Don't Get Off The Grid
There is a big push now amongst anti-establishment types to “get off the grid”. Become completely power independent so you need not rely on anyone but yourself. While it seems like a good idea I think it’s a tad on the rebellious side and leans a little more towards end-time-planning than making our world a better place. After all, sharing with our neighbours is a good thing right?
From what I can gather the problem with our power system doesn’t seem to be “the grid”. It seems to be the centralized generation of power. To throw both out seems like to me like throwing the baby out with the bath water.
We’ve already built the grid. Let’s keep it. Let’s use it for what it’s great at. It also, from my limited knowledge of electricity, doesn’t need to change. If we were to put power generation at the ends of the grid, my house and yours, then the grid could still be kept to share that electricity with each other and with others. That would eliminate the need for us all to have to generate our “peak consumption” locally. We could all generate our average consumption then draw off our neighbors and city when we happen to be washing our dishes, clothes, and using the toaster all at the same time.
So…push power generation to the edges of the grid and away from the center. Make the electric companies the maintainers and police of the grid not the sellers of the electricity. They could also sell and maintain the home power generation equipment.
I tend to think of the switch from centralized filesharing (a la Napster) to decentralized filesharing as a good comparison. It didn't make a darn bit of difference if someone was "sharing" or not in the Good Old Days because everything was regulated by the central servers, but now, if everyone decided to turn off sharing, nothing would be shared. True, this hasn't happened yet, but it very well could. The same could happen to your power idea without some real serious laws in place.
This newish rule allows anyone within a distribution network to feed back in and thence (which I only use due to my knowledge of you love of the word "thence") into the transmission grid. One wind turbine at 1.5 Mw is really a distribution scale issue. Trouble is one turbine is not necessarily economically feasible given some of the costs involved - land, administration, volume purchase of the equipment. Five to 30 turbines is a nice workable figure which still feeds a community which is also tied to the grid for back-up.
Consider the Kensington-New Annan, PEI example. Rural residences with a nice town and a large industrial complex. The fry plants probably suck 8 to 12 Mw and the residences maybe another 4 to 7. A good scale for local production but only if the transmission grid is tied into it as a bank. The wind feeds the community when it has wind and when there is no wind the community draws off it.
As it is roughly a million a megawatt, 12 towers might feed them. At a 10% simple interest calculation, they have to pay for themselves in ten years but the community could probably amortize them over 30 and the difference is your reason for doing the project from a costs benefit perspective.
This Alan was my my underlying point about PEI being a have not province. The US is much less concentrated geographically than we are. The UK is all about a 100 mile spread around London. The outlying regions are designed into dependency.
Power seems to me the first step in breaking this. I think that ytou are spot on that our local optimal design may not be a windmill on my property for me ut say 5 mwt in Stratford and say 5 in Cornwall and as these blocks are built -m we build out to fill in the gaps. I bet we can end up with 300 plus and sell the balance into the US or to the rest of Atlantic Canada.
If we do this then PEI as a whole is enriched provided that we design it so that "we" own it. I think that two strategic points are to have as an aim to get PEI off oil, its price and those who deal in it. Secondly it is to create a surplus so that for the first time we have capital too invest in productive assets.
You have given a lot of thought and know a lot more than any one else that I hear from. How best can we "own" this without screwing it up?
http://www.worldchanging.com/archives/002687.html
Keep it simple baby...
Cheers
Dave
I think any shift in the overall paradigm is usually considered "rebellious" at first. Hopefully, though, this "green" rebellion becomes a new way of life.
In fact, I would vote to implement tax subsidies to help homeowners who wish to contribute to this change. I think it's a far better idea than subsidizing a "gas tax vacation."
Free energy via the harnessing of sustainable resources like solar, wind, geothermal, & natural electricity would be a great step in the right direction.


▶ _Work to complete_
Count the lines below that contain the word "ffffff". Give only the number.

▶ _Task inputs_
[Start of section]
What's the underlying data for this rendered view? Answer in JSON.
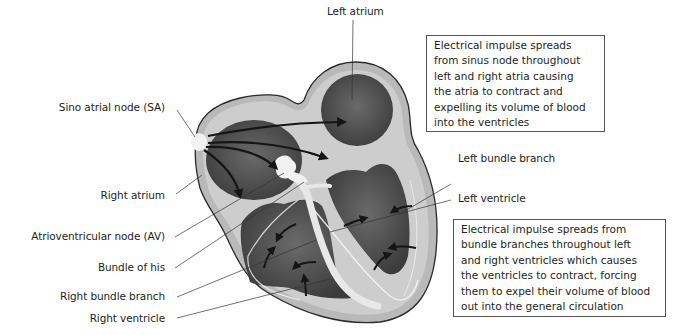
{
  "diagram": {
    "colors": {
      "background": "#ffffff",
      "outer_wall": "#b9b9b9",
      "inner_wall": "#d2d2d2",
      "chamber": "#5a5a5a",
      "chamber_dark": "#3a3a3a",
      "node": "#f2f2f2",
      "outline": "#2a2a2a",
      "arrow": "#1a1a1a",
      "leader_line": "#333333",
      "box_border": "#555555"
    },
    "labels": {
      "left_atrium": "Left atrium",
      "sino_atrial_node": "Sino atrial node (SA)",
      "right_atrium": "Right atrium",
      "av_node": "Atrioventricular node (AV)",
      "bundle_of_his": "Bundle of his",
      "right_bundle_branch": "Right bundle branch",
      "right_ventricle": "Right ventricle",
      "left_bundle_branch": "Left bundle branch",
      "left_ventricle": "Left ventricle"
    },
    "callouts": {
      "atria": {
        "lines": [
          "Electrical impulse spreads",
          "from sinus node throughout",
          "left and right atria causing",
          "the atria to contract and",
          "expelling its volume of blood",
          "into the ventricles"
        ]
      },
      "ventricles": {
        "lines": [
          "Electrical impulse spreads from",
          "bundle branches throughout left",
          "and right ventricles which causes",
          "the ventricles to contract, forcing",
          "them to expel their volume of blood",
          "out into the general circulation"
        ]
      }
    }
  }
}
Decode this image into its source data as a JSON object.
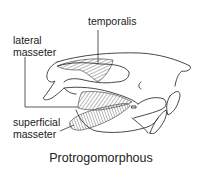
{
  "diagram": {
    "caption": "Protrogomorphous",
    "labels": {
      "temporalis": "temporalis",
      "lateral_masseter_line1": "lateral",
      "lateral_masseter_line2": "masseter",
      "superficial_masseter_line1": "superficial",
      "superficial_masseter_line2": "masseter"
    },
    "colors": {
      "line": "#333333",
      "background": "#ffffff"
    }
  }
}
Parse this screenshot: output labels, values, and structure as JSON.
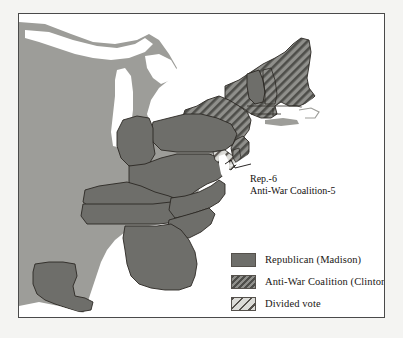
{
  "map": {
    "title": "United States presidential election 1812 results map",
    "colors": {
      "page_background": "#f4f4f2",
      "frame_border": "#4a4a4a",
      "ocean": "#ffffff",
      "unorganized_territory": "#9d9d99",
      "republican_fill": "#6e6e6a",
      "coalition_fill": "#8b8b87",
      "coalition_hatch": "#4e4e4a",
      "divided_fill": "#d8d8d4",
      "divided_hatch": "#55514c",
      "state_outline": "#2b2824"
    },
    "annotation": {
      "name": "maryland-delaware-split-callout",
      "line1": "Rep.-6",
      "line2": "Anti-War Coalition-5"
    },
    "legend": {
      "items": [
        {
          "id": "republican",
          "label": "Republican (Madison)",
          "pattern": "solid",
          "swatch_name": "legend-swatch-republican"
        },
        {
          "id": "anti-war-coalition",
          "label": "Anti-War Coalition (Clinton)",
          "pattern": "dark-diagonal-hatch",
          "swatch_name": "legend-swatch-anti-war-coalition"
        },
        {
          "id": "divided-vote",
          "label": "Divided vote",
          "pattern": "light-diagonal-hatch",
          "swatch_name": "legend-swatch-divided-vote"
        }
      ]
    },
    "regions": [
      {
        "id": "vermont",
        "label": "Vermont",
        "category": "republican"
      },
      {
        "id": "new-hampshire",
        "label": "New Hampshire",
        "category": "anti-war-coalition"
      },
      {
        "id": "massachusetts",
        "label": "Massachusetts",
        "category": "anti-war-coalition"
      },
      {
        "id": "rhode-island",
        "label": "Rhode Island",
        "category": "anti-war-coalition"
      },
      {
        "id": "connecticut",
        "label": "Connecticut",
        "category": "anti-war-coalition"
      },
      {
        "id": "new-york",
        "label": "New York",
        "category": "anti-war-coalition"
      },
      {
        "id": "new-jersey",
        "label": "New Jersey",
        "category": "anti-war-coalition"
      },
      {
        "id": "pennsylvania",
        "label": "Pennsylvania",
        "category": "republican"
      },
      {
        "id": "ohio",
        "label": "Ohio",
        "category": "republican"
      },
      {
        "id": "maryland",
        "label": "Maryland",
        "category": "divided-vote"
      },
      {
        "id": "delaware",
        "label": "Delaware",
        "category": "anti-war-coalition"
      },
      {
        "id": "virginia",
        "label": "Virginia",
        "category": "republican"
      },
      {
        "id": "kentucky",
        "label": "Kentucky",
        "category": "republican"
      },
      {
        "id": "tennessee",
        "label": "Tennessee",
        "category": "republican"
      },
      {
        "id": "north-carolina",
        "label": "North Carolina",
        "category": "republican"
      },
      {
        "id": "south-carolina",
        "label": "South Carolina",
        "category": "republican"
      },
      {
        "id": "georgia",
        "label": "Georgia",
        "category": "republican"
      },
      {
        "id": "louisiana",
        "label": "Louisiana",
        "category": "republican"
      }
    ]
  }
}
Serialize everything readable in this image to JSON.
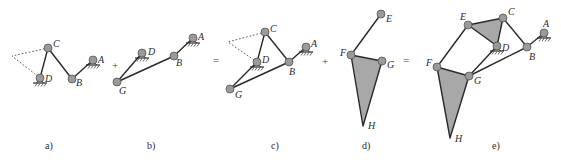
[End of section]
▶ _Result of the task_
3